French MP tables bill to outlaw 'glottophobia' - discrimination against regional accents

Jean-Luc Melenchon, head of the leftist France Insoumise (France Unbowed) party, prompted an MP to table a law against linguistic discrimination after mocking the southern accent - Le Pictorium / Barcroft Media
Jean-Luc Melenchon, head of the leftist France Insoumise (France Unbowed) party, prompted an MP to table a law against linguistic discrimination after mocking the southern accent - Le Pictorium / Barcroft Media

A French MP has tabled a bill to punish discrimination against regional accents – dubbed “glottophobia” - after one of the country’s highest-profile politicians mocked a journalist's southern intonation.

The proposal came a day after Jean-Luc Mélenchon, leader of the far-left France Insoumise (France Unbowed) movement and a former presidential candidate, was caught on camera rudely haranguing a journalist with a southern accent who asked him a question outside parliament.

French police on Tuesday raided the Leftist’s party headquarters after prosecutors opened an inquiry into suspected campaign financing violations and "fake jobs" for EU parliament assistants. He was quizzed for five hours on Thursday over the probes.

Asked for a comment from a journalist from the southwestern city of Toulouse, where silent vowels are more “sung” than further North, a clearly irked Mr Mélenchon hit back mockingly: "Qu'esseuh-que ça veut direuh ?" (the French equivalent of saying:" Whatadoesa thata mean?).

"Can someone ask me a question in French? And (make it) a bit more understandable...," the fiery revolutionary asked reporters in the video clip, widely circulated on social media.

It prompted an angry response from Parisian MP Laetitia Avia.

"Do we speak French any the less with an accent. Must one suffer humiliation if one doesn't speak standard French? Because our accents are our identity, I am tabling a bill to recognise glottophobia as a source of discrimination," Ms Avia tweeted.

Regional accents - whether they be from the south, the Parisian suburbs or up North where the accent is called Ch’ti - are "an integral part of many French people's identity", said the MP, who is from President Emmanuel Macron’s Republic on the Move party.

She was backed by Jean-Luc Moudenc, mayor of Toulouse, who tweeted: “In Toulouse, we speak French too...but with the sun in our voice. It’s a marker of our identity, a source of pride and I hope many of us will remind (Mr Mélenchon) of that.”

The word “glottophobia” was reportedly popularised by sociologist Philippe Blanchet of Rennes University, who pointed out that unliked in some other countries, "French law against discrimination...doesn’t mention linguistic discrimination".

Méderic Gasquet-Cyrus, sociologist at Aix-en-Provence University, said: “Imagine if (Mr Mélenchon) had chosen to imitate a North Africa, African or Asian accent. What would people say? That it’s racist.”

Unlike in the UK, French media, notably news media, has few high-profile figures with strong regional accents.

Maxime Gil, a TV journalism graduate from the southwestern town of Béziers, told BFMTV that his teachers advised him to “absolutely erase my accent” or face being taken on in Paris only to commentate rugby – which harks from that region.

One of the notable exceptions is radio political anchorman Jean-Michel Aphatie, who has a thick southern accent. In a tweet, he said: “To mock an accent is discrimination and verging on racism. You can’t say you love France and mock accents.”

Laetitia Avia, MP for President Emmanuel Macron's La République En Marche (Republic on the Move) Party in Paris  - Credit: THOMAS SAMSON/AFP
Paris MP Laetitia Avia has tabled a draft bill to outlaw 'glottophobia' - discrimination against regional accents Credit: THOMAS SAMSON/AFP

He also pointed out that Mr Mélenchon is MP in Marseille, the southern port whose inhabitants have a particularly thick drawl.

But if southerners have it bad, “glottophobia” is even worse for northerners, according to Philippe Boula de Mareüil, linguistics researcher and author of Where Do Regional Accents Come From?

While southern accents were mocked by Parisians as lacking "seriousness" at least they were seen as "pretty and evoking the sun".

Not so for northerners, whose style of speech "you find neither among star journalists, nor big bosses, nor politicians.

"People from around there try even harder to mask their accent," he said.

Seen as well-nigh incomprehensible to outsiders, the northern accent was the subject of 2008 film, Bienvenue chez les Ch’tis (Welcome to the Sticks), the biggest homegrown box office hit of all time.

The comedy charts the travails of a man born and raised on France's southern coast who is exiled to the northern Pas de Calais and can barely understand a thing. 

One British critic wrote: “Imagine a parallel exercise in UK movie-making. A Berkshire postmaster migrates to Tyneside to find the Geordies booze-sodden, half-witted savages who are nonetheless endowed with hearts of gold.

“Well, you can't imagine it, can you?”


What this task involves: Copy each line of the records below that has "marine" in it.

Records to use:
* * * *

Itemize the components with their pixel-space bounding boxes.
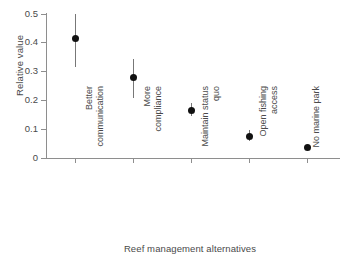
y-tick-0 — [41, 158, 46, 159]
x-category-label-line1: Open fishing — [258, 86, 269, 166]
x-category-label-line1: Better — [84, 86, 95, 166]
y-tick-0.5 — [41, 14, 46, 15]
y-tick-label-0.2: 0.2 — [12, 95, 38, 105]
x-category-label-line2: communication — [95, 86, 106, 166]
x-tick-3 — [249, 158, 250, 163]
data-point-0 — [72, 35, 79, 42]
x-tick-2 — [191, 158, 192, 163]
y-tick-0.2 — [41, 100, 46, 101]
x-category-label-4: No marine park — [311, 86, 322, 166]
y-axis-line — [46, 13, 47, 159]
y-tick-label-0.3: 0.3 — [12, 66, 38, 76]
data-point-3 — [246, 133, 253, 140]
x-category-label-1: Morecompliance — [142, 86, 164, 166]
plot-area: 0.50.40.30.20.10 BettercommunicationMore… — [0, 0, 347, 265]
y-tick-0.1 — [41, 129, 46, 130]
data-point-2 — [188, 107, 195, 114]
data-point-1 — [130, 74, 137, 81]
y-tick-0.4 — [41, 42, 46, 43]
x-category-label-line2: quo — [211, 86, 222, 166]
y-tick-label-0.4: 0.4 — [12, 37, 38, 47]
x-category-label-line1: Maintain status — [200, 86, 211, 166]
y-tick-label-0.5: 0.5 — [12, 9, 38, 19]
y-tick-label-0: 0 — [12, 153, 38, 163]
x-category-label-line1: More — [142, 86, 153, 166]
x-tick-1 — [133, 158, 134, 163]
x-category-label-line2: access — [269, 86, 280, 166]
x-category-label-0: Bettercommunication — [84, 86, 106, 166]
x-category-label-3: Open fishingaccess — [258, 86, 280, 166]
x-tick-0 — [75, 158, 76, 163]
x-category-label-line1: No marine park — [311, 86, 322, 166]
y-tick-label-0.1: 0.1 — [12, 124, 38, 134]
chart-figure: Relative value Reef management alternati… — [0, 0, 347, 265]
data-point-4 — [304, 144, 311, 151]
x-category-label-line2: compliance — [153, 86, 164, 166]
x-tick-4 — [307, 158, 308, 163]
y-tick-0.3 — [41, 71, 46, 72]
x-category-label-2: Maintain statusquo — [200, 86, 222, 166]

* * * *

Result of the exercise:
x-category-label-4: No marine park — [311, 86, 322, 166]
x-category-label-line1: No marine park — [311, 86, 322, 166]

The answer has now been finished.